Even comparing the Canes to other programs that dealt with NCAA issues, the numbers aren’t encouraging.
NCAA Effect On Winning And Recruiting
Team
4/5-star signees
Wins
Wins/recruit
USC 47 36 0.77
Miami 34 28 0.82
UNC 26 28 1.08
Penn State 18 31 1.72
Miami, USC, Penn State and North Carolina have all endured their share of NCAA obstacles in the past few years, including scholarship reductions and bowl bans, but USC and Penn State managed more wins, and North Carolina had roughly the same success on the field despite fewer top recruits.
Still, sometimes growth takes time, and USC and Penn State certainly were starting from a better position than Miami when Golden arrived. So let’s compare Miami to its peers from 2006 through 2010. There were 11 P5/AQ (Power 5/Automatic Qualifying) teams that won between 34-36 games, including Miami. If we look at that group four years later, Miami is smack dab in the middle in terms of wins and losses.
Growth Under Golden
Team Wins/season 2005-10
2011-14
Louisville 6.8 9.8
Notre Dame 6.8 9.3
Texas A&M 7.0 8.8
Michigan 7.0 7.8
Arizona 6.8 7.5
Miami 7.0 7.0
Northwestern 6.8 6.5
Maryland 6.8 5.0
Wake Forest 7.2 4.5
Kentucky 7.2 3.5
Kansas 6.8 2.3
The teams ahead of Miami on that list are rising programs: Louisville, Notre Dame, Texas A&M, Michigan and Arizona. All five have some positive buzz in 2015, though its also worth noting that coaching changes signaled a turning of the tide for each program. And the list behind Miami consists nearly entirely of historically bad programs that had a brief rise in the mid-2000s: Northwestern, Maryland, Wake Forest, Kentucky and Kansas. That is probably not a crowd Miami fans would like to be associated with.

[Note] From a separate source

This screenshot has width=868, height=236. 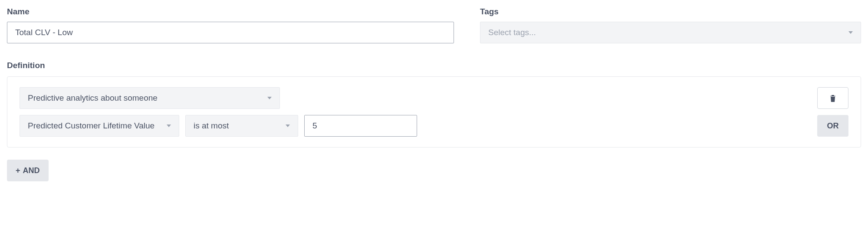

In any case, the problem clearly isn't that Golden has failed at Miami so much as he has been unable to alter a status quo that has existed for more than a decade now. But perhaps there’s hope. For all the hot-seat talk surrounding Golden, there’s reasonable excitement for quarterback Brad Kaaya. Yes, Miami has been a middling program for a decade, but it also hasn’t had a field general quite like him. And as Phil Steele writes, Miami could be a team poised to make a big stride in 2015 -- moving from the middle of the pack back to a 10-win institution. Or maybe nearly a decade of seven-win seasons has established a new normal, and the responsibility for that belongs to the university far more than Golden.
What’s clear, however, is 2015 promises to be a referendum on Miami’s future -- a step toward rejuvenation with a stellar signing class on the way or another year of mediocrity with change looming.